National Characteristics

National Characteristics

Every land puts its own particular brand on its inhabitants. In this sense the land makes the people, not only on the physical plane, but also on the mental and moral. So we have the Welsh noted for eloquence, the Irish for wit, the Scotch for pertinacity, and the English for “getting there.”

If New Zealanders have any particular quality for which they have to thank their country, it is a kind of physical and spiritual toughness that makes them formidable in any field of endeavour. This toughness is compounded of many elements which only their own land can provide.

The comparative isolation of New Zealand has developed an independence of action and outlook not possible in countries separated from their neighbours by only a slight distance or an imaginary border line.

The long coast-line and the comparative closeness of every part of New Zealand to the sea has also given our people a sea-sense that makes us all swimmers or navigators in our pastime hours. Then the numbers and height of our mountains make a constant challenge to youth, and climbing and physical fitness clubs flourish from Auckland to the Bluff.

The same toughness that makes New Zealanders the longest-lived people in the world, also makes them capable of protracted studies and a quick recovery from strenuous effort of any kind.

How else could one account for the tremendous labours of a scientist like Rutherford? Nurtured in the richest of New Zealand air, sprung from enterprising and experimenting English stock, tutored under the constantly healthy conditions that only New Zealand can offer, and encouraged by the freedom which only this country can bestow, Rutherford's subsequent sojourns, first in England, then in Canada, and again in England, were marked by a resilience of physique and mentality that made him the wonder of his peers.
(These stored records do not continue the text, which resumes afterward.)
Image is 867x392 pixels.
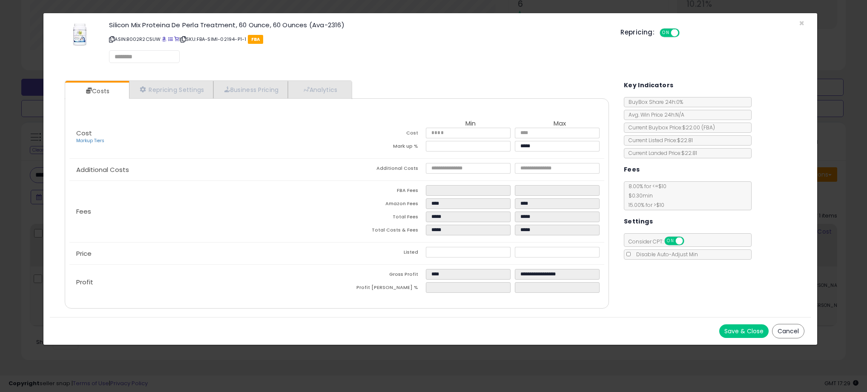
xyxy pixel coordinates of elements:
[624,192,653,199] span: $0.30 min
[162,36,166,43] a: BuyBox page
[337,198,426,212] td: Amazon Fees
[337,128,426,141] td: Cost
[624,216,653,227] h5: Settings
[799,17,804,29] span: ×
[624,98,683,106] span: BuyBox Share 24h: 0%
[337,247,426,260] td: Listed
[719,324,768,338] button: Save & Close
[129,81,213,98] a: Repricing Settings
[109,22,607,28] h3: Silicon Mix Proteina De Perla Treatment, 60 Ounce, 60 Ounces (Ava-2316)
[624,201,664,209] span: 15.00 % for > $10
[69,130,337,144] p: Cost
[682,124,715,131] span: $22.00
[67,22,92,47] img: 41+LSKDRYeL._SL60_.jpg
[624,149,697,157] span: Current Landed Price: $22.81
[337,163,426,176] td: Additional Costs
[682,238,696,245] span: OFF
[337,212,426,225] td: Total Fees
[624,137,693,144] span: Current Listed Price: $22.81
[515,120,604,128] th: Max
[288,81,351,98] a: Analytics
[168,36,173,43] a: All offer listings
[624,80,673,91] h5: Key Indicators
[337,282,426,295] td: Profit [PERSON_NAME] %
[69,279,337,286] p: Profit
[337,269,426,282] td: Gross Profit
[69,250,337,257] p: Price
[69,208,337,215] p: Fees
[624,238,695,245] span: Consider CPT:
[624,183,666,209] span: 8.00 % for <= $10
[660,29,671,37] span: ON
[624,164,640,175] h5: Fees
[174,36,179,43] a: Your listing only
[109,32,607,46] p: ASIN: B002R2C5UW | SKU: FBA-SIMI-02194-P1-1
[772,324,804,338] button: Cancel
[69,166,337,173] p: Additional Costs
[678,29,692,37] span: OFF
[65,83,128,100] a: Costs
[213,81,288,98] a: Business Pricing
[337,185,426,198] td: FBA Fees
[248,35,263,44] span: FBA
[632,251,698,258] span: Disable Auto-Adjust Min
[624,124,715,131] span: Current Buybox Price:
[337,141,426,154] td: Mark up %
[701,124,715,131] span: ( FBA )
[665,238,675,245] span: ON
[620,29,654,36] h5: Repricing:
[337,225,426,238] td: Total Costs & Fees
[624,111,684,118] span: Avg. Win Price 24h: N/A
[426,120,515,128] th: Min
[76,137,104,144] a: Markup Tiers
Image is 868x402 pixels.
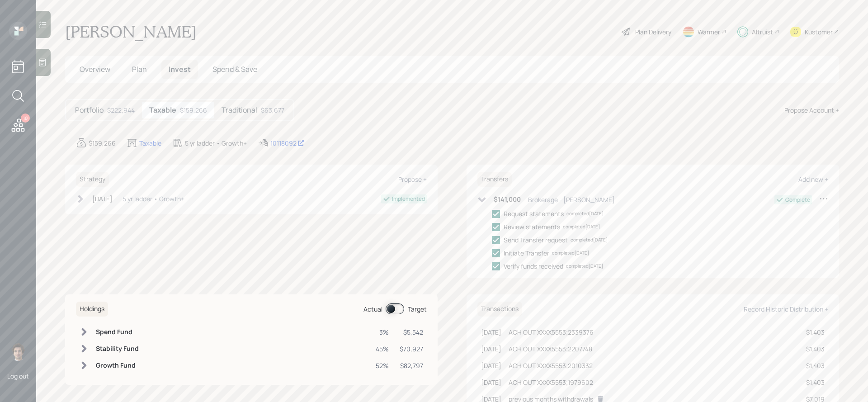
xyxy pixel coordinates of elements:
div: Actual [364,304,383,314]
div: Log out [7,372,29,380]
h5: Taxable [149,106,176,115]
div: Kustomer [805,27,833,37]
div: $70,927 [400,344,423,354]
span: Plan [132,65,147,74]
h6: Transactions [477,302,522,316]
div: $1,403 [806,361,825,371]
div: ACH OUT XXXX5553;2010332 [508,361,592,371]
div: [DATE] [92,194,113,204]
div: Propose Account + [785,105,839,115]
div: Implemented [392,195,425,203]
div: [DATE] [481,361,502,371]
div: Propose + [398,175,427,183]
div: ACH OUT XXXX5553;2339376 [508,327,594,337]
h6: Growth Fund [96,362,139,369]
h6: $141,000 [493,196,521,204]
div: ACH OUT XXXX5553;2207748 [508,344,592,354]
div: $222,944 [107,105,135,115]
h5: Portfolio [75,106,104,115]
div: $159,266 [89,139,116,148]
div: Request statements [504,209,564,219]
div: Send Transfer request [504,235,568,244]
div: [DATE] [481,378,502,387]
div: completed [DATE] [563,223,600,230]
div: $159,266 [180,105,207,115]
div: $5,542 [400,327,423,337]
div: [DATE] [481,344,502,354]
div: Warmer [698,27,720,37]
div: $1,403 [806,344,825,354]
div: Verify funds received [504,261,563,271]
div: Add new + [798,175,828,183]
div: Initiate Transfer [504,249,549,258]
div: 45% [376,344,389,354]
h1: [PERSON_NAME] [65,22,197,41]
div: completed [DATE] [552,250,589,257]
h6: Strategy [76,172,109,187]
h6: Spend Fund [96,329,139,336]
div: Target [408,304,427,314]
div: Altruist [752,27,773,37]
div: 5 yr ladder • Growth+ [185,139,247,148]
div: 10 [21,113,30,123]
div: $82,797 [400,361,423,371]
div: 5 yr ladder • Growth+ [123,194,185,204]
div: completed [DATE] [571,236,607,243]
h5: Traditional [221,106,257,115]
div: Taxable [139,139,162,148]
div: 52% [376,361,389,371]
span: Invest [168,65,191,74]
div: Review statements [504,222,560,232]
img: harrison-schaefer-headshot-2.png [9,343,27,361]
div: [DATE] [481,327,502,337]
div: Complete [785,196,810,204]
div: 10118092 [270,139,305,148]
h6: Transfers [477,172,512,187]
div: $63,677 [261,105,284,115]
span: Spend & Save [212,65,257,74]
div: Brokerage - [PERSON_NAME] [528,195,615,204]
div: $1,403 [806,327,825,337]
div: completed [DATE] [567,211,603,217]
span: Overview [79,65,111,74]
h6: Holdings [76,302,108,316]
div: Record Historic Distribution + [744,305,828,314]
div: completed [DATE] [566,263,603,270]
div: $1,403 [806,378,825,387]
div: ACH OUT XXXX5553;1979602 [508,378,593,387]
div: Plan Delivery [635,27,671,37]
h6: Stability Fund [96,345,139,353]
div: 3% [376,327,389,337]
He lived in a period when physicists were both numerous and brilliant; but he excelled them all by that one characteristic which made him master of them all—a toughness he owed to the land of his birth.

Other influences, besides those of climate and the physical configuration and setting of the land, have gone to the making of the greatness of the keymen who, in turn, have made New Zealand great.

Our country started soundly. It was peopled by a native race exceptional in physique, and in moral and mental endowment. It was discovered, in the modern sense, by the greatest of British exploring navigators. It was stocked by an exceptionally fine selection of emigrants from the British Isles. It has been fortunate in its succession of Governors and Governors-General, from Captain Hobson to Lord Galway, and in its succession of Premiers and Prime Ministers from Henry Sewell to the Rt. Hon. M. J. Savage.

But, above all, New Zealand has excelled as a land of opportunity. Free and compulsory education has given every child a chance in life; and, from the earliest days, the brilliant student, whatever the financial circumstances of his parents, has had his path made easy through High School to University, and thence to positions of importance and influence in the affairs of the country.

The land has lent itself to development, and has been made immensely productive under the fairest and securest system of land tenure.

And through it all the people have maintained a constant faith in themselves and in each other, akin to the knightly faith of the Middle Ages. They have sought and found adventure in every avenue of human endeavour, from the splitting of the atom and the transmutation of the elements to the human battlefields of Europe, Africa and the East.

And wherever they have gone, or whatever they have attempted, that national characteristic of toughness has stood them in good stead, when the last charge or the last ounce of energy was demanded.